10 Unit I Building Blocks Diminished and Augmented Intervals The diatonic test should be applied to perfect intervals whose quality is neither major nor minor. If the interval is less than perfect, it is diminished (abbreviated o ); if the interval is greater than perfect, it is augmented (abbreviated + ). Both the o5 and +4 sound very dissonant.. Notice above that while the o5 and the +4 are spelled differently, they sound exactly the same. This is because the D and C are the enharmonic, meaning having the same pitch but different spellings. Thus, the two intervals are also enharmonic with one another. Intervals such as the 2 nd, 3 rd, 6 th, or 7 th may also be diminished or augmented. If an interval is a halfstep larger than major, it s augmented; if it is a half-step smaller than minor, it s diminished. In such instances, accidentals are always added: Double Sharp and Flat Signs Sometimes augmented and diminished intervals are formed using special chromatic signs, the double sharp ( ) which sharps the note twice, or the double flat ( ) which flats the note twice. Notes with double sharps and flats may appear confusing at first, since they are enharmonic with other natural notes. For example, C Ï = D and E = D. However re-spelling these notes, enharmonically changes its interval name.

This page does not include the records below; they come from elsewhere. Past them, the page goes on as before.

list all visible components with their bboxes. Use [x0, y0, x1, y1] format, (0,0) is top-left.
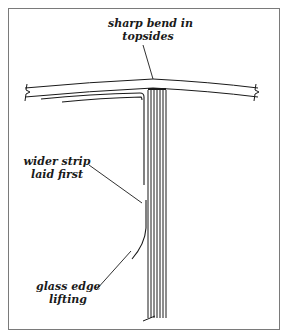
label-line: wider strip [22, 155, 92, 168]
label-line: topsides [108, 30, 188, 43]
label-line: lifting [36, 293, 100, 306]
label-glass-edge: glass edge lifting [36, 280, 100, 306]
label-line: sharp bend in [108, 17, 188, 30]
label-wider-strip: wider strip laid first [22, 155, 92, 181]
label-line: laid first [22, 168, 92, 181]
label-sharp-bend: sharp bend in topsides [108, 17, 188, 43]
label-line: glass edge [36, 280, 100, 293]
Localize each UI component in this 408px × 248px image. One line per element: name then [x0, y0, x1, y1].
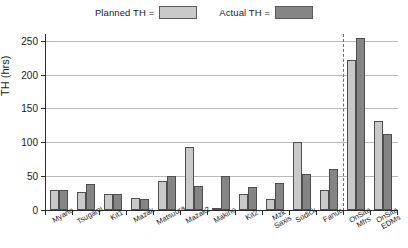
bar-group — [126, 34, 153, 210]
legend-item-actual: Actual TH = — [219, 6, 313, 19]
bar — [275, 183, 284, 210]
bar-group — [207, 34, 234, 210]
bar — [320, 190, 329, 210]
bar — [86, 184, 95, 210]
bar-groups — [45, 34, 397, 210]
bar — [131, 198, 140, 210]
legend-swatch-actual — [275, 6, 313, 19]
chart-legend: Planned TH = Actual TH = — [0, 6, 408, 19]
bar-group — [316, 34, 343, 210]
category-separator-dashed-line — [343, 34, 344, 211]
bar — [221, 176, 230, 210]
legend-label-planned: Planned TH = — [95, 7, 154, 18]
bar-group — [153, 34, 180, 210]
bar-group — [45, 34, 72, 210]
bar-group — [370, 34, 397, 210]
bar — [239, 194, 248, 210]
bar-group — [235, 34, 262, 210]
bar — [248, 187, 257, 210]
bar — [266, 199, 275, 210]
y-axis-tick-label: 50 — [27, 171, 38, 182]
y-axis-tick-label: 200 — [21, 69, 38, 80]
y-axis-tick-label: 150 — [21, 103, 38, 114]
bar — [347, 60, 356, 210]
bar — [77, 192, 86, 210]
bar-group — [99, 34, 126, 210]
bar — [104, 194, 113, 210]
bar — [50, 190, 59, 210]
y-axis-tick-labels: 050100150200250 — [0, 34, 40, 210]
bar-group — [180, 34, 207, 210]
bar — [374, 121, 383, 210]
bar — [185, 147, 194, 210]
bar-group — [343, 34, 370, 210]
bar — [293, 142, 302, 210]
bar — [356, 38, 365, 210]
legend-label-actual: Actual TH = — [219, 7, 270, 18]
legend-swatch-planned — [159, 6, 197, 19]
y-axis-tick-label: 100 — [21, 137, 38, 148]
bar-group — [289, 34, 316, 210]
bar — [167, 176, 176, 210]
bar-group — [262, 34, 289, 210]
bar — [158, 181, 167, 210]
y-axis-tick-label: 0 — [32, 205, 38, 216]
bar-group — [72, 34, 99, 210]
chart-figure: Planned TH = Actual TH = TH (hrs) 050100… — [0, 0, 408, 248]
y-axis-tick-label: 250 — [21, 35, 38, 46]
bar — [329, 169, 338, 210]
bar — [302, 174, 311, 210]
legend-item-planned: Planned TH = — [95, 6, 197, 19]
bar — [383, 134, 392, 210]
x-axis-tick-labels: MyanoTsugamiKit1MazakMatsuuraMazak2Makin… — [45, 212, 397, 248]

Unit I Building Blocks 11 REVIEW the Diatonic Test: Analyze the interval from its lowest sounding note. Temporarily consider the lowest note the tonic of a major key. Determine if the higher note is diatonic to that key. o If diatonic, then the interval will be major or perfect. o If not diatonic, then determine how much larger or smaller, and identify its quality, either minor, diminished, or augmented. You should work toward quickly recognizing intervals, while visualizing their pattern on the guitar. The immediate understanding of interval and fingerboard patterns greatly facilitates music reading and learning. For a complete listing of all interval fingerboard patterns, see pp. 129-31. Identifying Intervals Aurally In addition to understanding notation, intervals must be recognized by their distinctive sound. One special consideration: since the +5 and o4 are enharmonic with one another, they are aurally recognized as one-in-the-same interval called the tritone, meaning an interval of three (tri-) whole steps (tones). An easy way to learn interval sounds is by associating them with the beginnings of well-known tunes. In the table below, the interval in the left column indicates the first two ascending notes of the tune listed in the middle column. If you can think of a better tune association, list it in the right column. Tune Table Major and Perfect Ascending Interval Associated well-known tune List your own tune, if better M2 Happy Birthday M3 P4 P5 M6 M7 8ve O when the Saints Here Comes the Bride Twinkle Twinkle My Bonnie Lies Over the Ocean Superman (movie soundtrack) Somewhere over the rainbow Minor and (tritone) Ascending m2 Jaws m3 m6 m7 TT (Tritone) Brahms Lullaby Go Down Moses (spiritual), In my Life (the Beatles) Somewhere (West Side Story) Maria (West Side Story)

12 Unit I Building Blocks UNIT I EXERCISES TRANSPOSING For each transpoition of Twinkle, Twinkle, add the correct chormatic sign(s) either sharp(s) or flat(s) to maintain the correct relation of the melody notes.

Unit I Building Blocks 13 KEY SIGNATURE ANALYSIS Study the key signatures table (p. 5), then determine the major keys for each of the melodies. In the last measure write the key signatures, making sure to neatly align chromatic signs on the correct line or space. For example:

14 Unit I Building Blocks INTERVAL ANALYSIS I Correctly identify the interval (either melodic or harmonic) by number.